Jeroen De Dauw
Jeroen De Dauw

Reputation: 10908

Group Symfony/Monolog log messages

This is what my log file looks like after 2 requests:

[2019-03-16 01:20:57] request.INFO: some stuff happened
[2019-03-16 01:20:57] request.INFO: some stuff happened
[2019-03-16 01:21:17] request.INFO: some stuff happened
[2019-03-16 01:21:17] request.INFO: some stuff happened

Is there a way to group log messages per request so you can visually see which ones belong together? This does not need to be fancy. Even a newline would do:

[2019-03-16 01:20:57] request.INFO: some stuff happened
[2019-03-16 01:20:57] request.INFO: some stuff happened

[2019-03-16 01:21:17] request.INFO: some stuff happened
[2019-03-16 01:21:17] request.INFO: some stuff happened

I'd like to have this for a log handler of type fingers_crossed that only triggers on errors and then logs all debug info for that request.

Some searching yielded remarkably little information. Unfortunately Monolog has an unrelated "group" concept, which is cluttering up the search results.

Upvotes: 1

Views: 639

Answers (1)

chiborg
chiborg

Reputation: 28094

If I understand correctly, you want to have a visual marker in your log file that marks the end of log messages of a request, right? The most simple solution I can imagine would be to log additional messages at the end of the request cycle, e.g.

$logger->debug('----------------------------------------------------------');
$logger->debug('END OF REQUEST');
$logger->debug('----------------------------------------------------------');

When using Symfony, I'd add an event handler for kernel.finish_request or kernel.terminate that calls the logger.

If you want to keep the additional log calls out of your bootstrap/event handling code, you could write your own Monolog handler class that can wrap other handlers (see the BufferHandler for an example of a wrapping handler):

  • handle would pass on the messages to the wrapped handler.
  • handleBatch could attach your marker to the end of batch before passing them on
  • close could also send a last log message to the wrapped hadler before calling its close function. But close needs to be idempotent, so that might pose a problem for this case.

If your requests are long-running and their messages intermingle in the log file, add a BufferHandler to keep them apart.

If you want to remove the additional log information (timestamp, source, severity) in front of your marker, I'd recommend to write your own formatter (wrapping/subclassing LineFormatter) that gives different output depending on the log message being an "end of request" message or not. In this case I'd recommend not to send several messages as markers, but send one and define a marker format in the formatter.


Set the entries below down again, please. Match them exactly.

--- Listed records ---

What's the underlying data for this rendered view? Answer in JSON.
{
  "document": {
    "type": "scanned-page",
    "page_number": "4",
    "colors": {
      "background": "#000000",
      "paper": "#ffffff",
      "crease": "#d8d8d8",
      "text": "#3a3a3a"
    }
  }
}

---

**Result of this task**.
What's the underlying data for this rendered view? Answer in JSON.
{
  "document": {
    "type": "scanned-page",
    "page_number": "4",
    "colors": {
      "background": "#000000",
      "paper": "#ffffff",
      "crease": "#d8d8d8",
      "text": "#3a3a3a"
    }
  }
}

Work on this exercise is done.